As the final absentee ballots for the 2011 Ithaca mayoral race are being tallied, new poll data shows that students in Ithaca haven’t jumped on the bandwagon of local politics.
The majority of students at Ithaca College and Cornell University did not choose to join permanent residents in casting a ballot in the City of Ithaca, but will still be targeted to vote in the upcoming presidential election.
Stephen DeWitt, Democratic commissioner of the Tompkins County Board of Elections, said the board is just finishing counting the absentee ballots and have found that the overall voter turnout is about 39 percent of total registered voters, slightly lower than the turnout for the last contested mayoral election.
Dewitt said the board does not track student voters specifically, but said students tend to live in the 4th Ward in the City of Ithaca and in the 10th District in the Town of Ithaca. He said students did not account for much of the vote that put mayor-elect Svante Myrick in office.
“It’s mainly permanent residents,” he said. “You do see a spike in involvement during presidential elections, but even though students do vote they don’t vote what I would call great numbers.”
Junior Rob Flaherty, communications director for Myrick’s campaign, said Myrick visited the colleges early on to attract the student vote, but the campaign staff shifted gears to target more of the general public because the student vote would not drastically affect the turnout. In the last contested Ithaca mayoral election, which took place in 2003, only about 27 people between the ages of 18 and 24 voted, he said.
“There’s a great myth that went around about the Svante Myrick campaign that we were shepherding college students in to register and affect the election,” he said. “Realistically if the Myrick campaign had targeted young voters and only young voters we probably would have lost badly.”
Irene Stein, chair of the Tompkins County Democratic Committee, said she expected more students to vote because college students were involved in the campaigns, the election was highly contested and Myrick visited campuses to speak to students directly.
“I don’t think it’s lower particularly than in past mayoral elections, but I am disappointed that it isn’t higher,” she said. “There are a number of students who participated in his race, but we haven’t found yet a magic formula to turn out the students.”
He said it was difficult to get young voters interested because the issues in local elections like dredging and comprehensive zoning aren’t as intriguing as hot-button issues in national elections.
Junior Robert Oliver, secretary of Ithaca College Republicans, said organizing for Republican candidates in Ithaca is difficult because of the area’s mostly liberal demographic. The group is looking to advocate for Republican issues in more right-leaning counties outside of Ithaca.
“Republicans don’t vote because they know they don’t have a chance, because I think we got 200 votes in the mayoral election,” he said. “It’s hard to canvass or campaign for Republicans because you get most doors slammed in your face.”
Stein said the low student turnout in this election has not deterred the Democratic Committee from seeking youth involvement in the upcoming presidential election.
“We’ll encourage them voting, and we’ll encourage them getting involved in the campaign, and I suspect those efforts will be successful,” she said. “They have been in the past.”
Peter Levine, director of the Center for Information and Research on Civic Learning and Engagement, said the turnout for students voting is mixed, and local elections tend to see fewer student voters than national elections, despite local issues like city ordinances regarding dormitories, rental properties and police treatment of students.
“We know voting is very habit-forming, and once you start voting, the chances that you’ll stop are pretty low,” he said. “So if you’re concerned about the long-term future of democracy, you should be worried about young people.”
Darol Chamberlain, a volunteer coordinator for the Ithaca
division of Organizing for America, President Barack Obama’s election campaign, said the group is targeting all voters. He said they expect the student body to be more involved in the upcoming election. He said the campaign is working with students from the college and Cornell as well as permanent residents in the area.
“[President Obama] has a positive vision of what this country can become and young people recognize that and will, as in 2008, vote disproportionately for that vision,” he said.
Levine said he expects young people will turn out to vote in the upcoming presidential election. He said though students tend not to participate in local elections as much, the excitement surrounding a presidential campaign pushes them to be more active.
“The likelihood of actually matching the 2008 turnout rate is pretty low, but we could be close to that,” he said.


> [Aim of the exercise]: Pictures aside, reproduce exactly and only the lines from the one containing "Convert this screenshot" through the end of the records.
[Opening Data to process section]
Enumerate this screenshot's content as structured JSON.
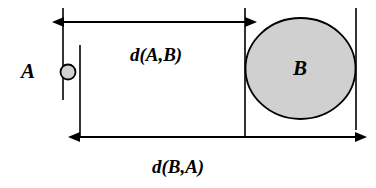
{
  "figure": {
    "name": "directed-distance-diagram",
    "background_color": "#ffffff",
    "stroke_color": "#000000",
    "shape_fill_color": "#d0d0d0",
    "width": 376,
    "height": 188
  },
  "objects": {
    "small": {
      "label": "A",
      "label_x": 28,
      "label_y": 73,
      "shape": "circle",
      "cx": 68,
      "cy": 72,
      "r": 7.5
    },
    "large": {
      "label": "B",
      "label_x": 300,
      "label_y": 70,
      "shape": "ellipse",
      "cx": 300.5,
      "cy": 68.5,
      "rx": 55,
      "ry": 50.5
    }
  },
  "reference_lines": [
    {
      "name": "line-a-near",
      "x": 63,
      "y1": 8,
      "y2": 100
    },
    {
      "name": "line-a-far",
      "x": 80,
      "y1": 45,
      "y2": 136
    },
    {
      "name": "line-b-near",
      "x": 245,
      "y1": 8,
      "y2": 136
    },
    {
      "name": "line-b-far",
      "x": 356,
      "y1": 8,
      "y2": 130
    }
  ],
  "measurements": [
    {
      "name": "distance-a-to-b",
      "label": "d(A,B)",
      "label_x": 156,
      "label_y": 57,
      "axis_y": 22,
      "x_start": 64,
      "x_end": 245
    },
    {
      "name": "distance-b-to-a",
      "label": "d(B,A)",
      "label_x": 178,
      "label_y": 169,
      "axis_y": 137,
      "x_start": 80,
      "x_end": 355
    }
  ]
}
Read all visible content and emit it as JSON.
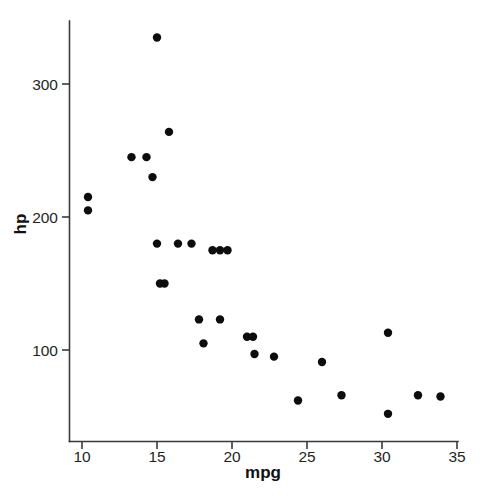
{
  "chart_data": {
    "type": "scatter",
    "title": "",
    "xlabel": "mpg",
    "ylabel": "hp",
    "xlim": [
      9.0,
      35.0
    ],
    "ylim": [
      35,
      350
    ],
    "grid": false,
    "legend": null,
    "x_ticks": [
      10,
      15,
      20,
      25,
      30,
      35
    ],
    "x_tick_labels": [
      "10",
      "15",
      "20",
      "25",
      "30",
      "35"
    ],
    "y_ticks": [
      100,
      200,
      300
    ],
    "y_tick_labels": [
      "100",
      "200",
      "300"
    ],
    "marker": {
      "shape": "circle",
      "color": "#0d0d0d",
      "radius_px": 4.2
    },
    "points": [
      {
        "x": 10.4,
        "y": 205
      },
      {
        "x": 10.4,
        "y": 215
      },
      {
        "x": 13.3,
        "y": 245
      },
      {
        "x": 14.3,
        "y": 245
      },
      {
        "x": 14.7,
        "y": 230
      },
      {
        "x": 15.0,
        "y": 335
      },
      {
        "x": 15.2,
        "y": 150
      },
      {
        "x": 15.5,
        "y": 150
      },
      {
        "x": 15.8,
        "y": 264
      },
      {
        "x": 15.0,
        "y": 180
      },
      {
        "x": 16.4,
        "y": 180
      },
      {
        "x": 17.3,
        "y": 180
      },
      {
        "x": 17.8,
        "y": 123
      },
      {
        "x": 18.1,
        "y": 105
      },
      {
        "x": 18.7,
        "y": 175
      },
      {
        "x": 19.2,
        "y": 175
      },
      {
        "x": 19.7,
        "y": 175
      },
      {
        "x": 19.2,
        "y": 123
      },
      {
        "x": 21.0,
        "y": 110
      },
      {
        "x": 21.4,
        "y": 110
      },
      {
        "x": 21.5,
        "y": 97
      },
      {
        "x": 22.8,
        "y": 95
      },
      {
        "x": 24.4,
        "y": 62
      },
      {
        "x": 26.0,
        "y": 91
      },
      {
        "x": 27.3,
        "y": 66
      },
      {
        "x": 30.4,
        "y": 113
      },
      {
        "x": 30.4,
        "y": 52
      },
      {
        "x": 32.4,
        "y": 66
      },
      {
        "x": 33.9,
        "y": 65
      }
    ]
  },
  "axes": {
    "x_title": "mpg",
    "y_title": "hp"
  },
  "page": {
    "background": "#ffffff",
    "ink": "#0d0d0d",
    "faint_caption": ""
  }
}
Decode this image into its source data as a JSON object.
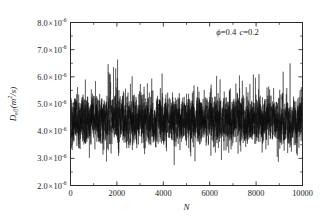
{
  "chart_data": {
    "type": "line",
    "title": "",
    "subtitle": "",
    "xlabel": "N",
    "ylabel": "D_eff(m^2/s)",
    "ylabel_parts": {
      "main": "D",
      "sub": "eff",
      "unit_open": "(m",
      "unit_sup": "2",
      "unit_close": "/s)"
    },
    "xlim": [
      0,
      10000
    ],
    "ylim": [
      2e-06,
      8e-06
    ],
    "grid": false,
    "legend": null,
    "x_ticks": [
      0,
      2000,
      4000,
      6000,
      8000,
      10000
    ],
    "x_ticklabels": [
      "0",
      "2000",
      "4000",
      "6000",
      "8000",
      "10000"
    ],
    "x_minor_ticks_per_interval": 1,
    "y_ticks": [
      2e-06,
      3e-06,
      4e-06,
      5e-06,
      6e-06,
      7e-06,
      8e-06
    ],
    "y_ticklabels": [
      {
        "mantissa": "2.0",
        "times": "×",
        "base": "10",
        "exponent": "-6"
      },
      {
        "mantissa": "3.0",
        "times": "×",
        "base": "10",
        "exponent": "-6"
      },
      {
        "mantissa": "4.0",
        "times": "×",
        "base": "10",
        "exponent": "-6"
      },
      {
        "mantissa": "5.0",
        "times": "×",
        "base": "10",
        "exponent": "-6"
      },
      {
        "mantissa": "6.0",
        "times": "×",
        "base": "10",
        "exponent": "-6"
      },
      {
        "mantissa": "7.0",
        "times": "×",
        "base": "10",
        "exponent": "-6"
      },
      {
        "mantissa": "8.0",
        "times": "×",
        "base": "10",
        "exponent": "-6"
      }
    ],
    "y_minor_ticks_per_interval": 1,
    "tick_direction": "in",
    "frame": "box",
    "annotations": [
      {
        "text": "ϕ=0.4 c=0.2",
        "symbol1": "ϕ",
        "value1": "=0.4",
        "symbol2": "c",
        "value2": "=0.2",
        "x": 7200,
        "y": 7.55e-06
      }
    ],
    "series": [
      {
        "name": "D_eff",
        "color": "#101010",
        "n_points": 10000,
        "mean": 4.4e-06,
        "std": 6.2e-07,
        "min_observed": 2.3e-06,
        "max_observed": 7.3e-06,
        "description": "Dense stationary random fluctuation of effective diffusivity versus sample index N"
      }
    ]
  }
}
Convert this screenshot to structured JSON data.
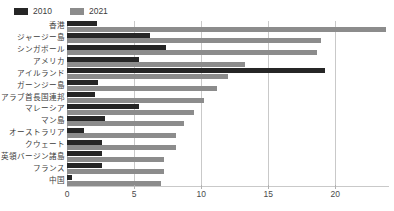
{
  "legend": {
    "position": "top-left",
    "items": [
      {
        "label": "2010",
        "color": "#262626",
        "name": "legend-2010"
      },
      {
        "label": "2021",
        "color": "#8c8c8c",
        "name": "legend-2021"
      }
    ]
  },
  "axis": {
    "ticks": [
      "0",
      "5",
      "10",
      "15",
      "20"
    ],
    "tick_values": [
      0,
      5,
      10,
      15,
      20
    ],
    "xlabel": "",
    "ylabel": ""
  },
  "chart_data": {
    "type": "bar",
    "orientation": "horizontal",
    "title": "",
    "subtitle": "",
    "xlabel": "",
    "ylabel": "",
    "xlim": [
      0,
      24
    ],
    "ylim": null,
    "grid": true,
    "legend_position": "top-left",
    "categories": [
      "香港",
      "ジャージー島",
      "シンガポール",
      "アメリカ",
      "アイルランド",
      "ガーンジー島",
      "アラブ首長国連邦",
      "マレーシア",
      "マン島",
      "オーストラリア",
      "クウェート",
      "英領バージン諸島",
      "フランス",
      "中国"
    ],
    "series": [
      {
        "name": "2010",
        "color": "#262626",
        "values": [
          2.2,
          6.2,
          7.4,
          5.4,
          19.2,
          2.3,
          2.1,
          5.4,
          2.8,
          1.3,
          2.6,
          2.6,
          2.6,
          0.4
        ]
      },
      {
        "name": "2021",
        "color": "#8c8c8c",
        "values": [
          23.8,
          18.9,
          18.6,
          13.3,
          12.0,
          11.2,
          10.2,
          9.5,
          8.7,
          8.1,
          8.1,
          7.2,
          7.2,
          7.0
        ]
      }
    ]
  }
}
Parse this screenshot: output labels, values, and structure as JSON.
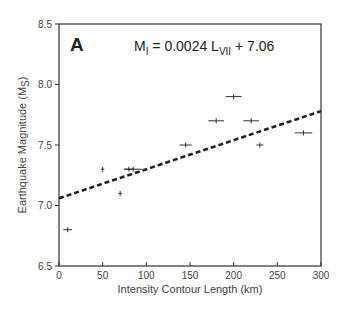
[Closing Data to process section]
> [Output below]:
Convert this screenshot to structured JSON data.
{
  "legend": {
    "position": "top-left",
    "items": [
      {
        "label": "2010",
        "color": "#262626",
        "name": "legend-2010"
      },
      {
        "label": "2021",
        "color": "#8c8c8c",
        "name": "legend-2021"
      }
    ]
  },
  "axis": {
    "ticks": [
      "0",
      "5",
      "10",
      "15",
      "20"
    ],
    "tick_values": [
      0,
      5,
      10,
      15,
      20
    ],
    "xlabel": "",
    "ylabel": ""
  },
  "chart_data": {
    "type": "bar",
    "orientation": "horizontal",
    "title": "",
    "subtitle": "",
    "xlabel": "",
    "ylabel": "",
    "xlim": [
      0,
      24
    ],
    "ylim": null,
    "grid": true,
    "legend_position": "top-left",
    "categories": [
      "香港",
      "ジャージー島",
      "シンガポール",
      "アメリカ",
      "アイルランド",
      "ガーンジー島",
      "アラブ首長国連邦",
      "マレーシア",
      "マン島",
      "オーストラリア",
      "クウェート",
      "英領バージン諸島",
      "フランス",
      "中国"
    ],
    "series": [
      {
        "name": "2010",
        "color": "#262626",
        "values": [
          2.2,
          6.2,
          7.4,
          5.4,
          19.2,
          2.3,
          2.1,
          5.4,
          2.8,
          1.3,
          2.6,
          2.6,
          2.6,
          0.4
        ]
      },
      {
        "name": "2021",
        "color": "#8c8c8c",
        "values": [
          23.8,
          18.9,
          18.6,
          13.3,
          12.0,
          11.2,
          10.2,
          9.5,
          8.7,
          8.1,
          8.1,
          7.2,
          7.2,
          7.0
        ]
      }
    ]
  }
}
Parse this screenshot: output labels, values, and structure as JSON.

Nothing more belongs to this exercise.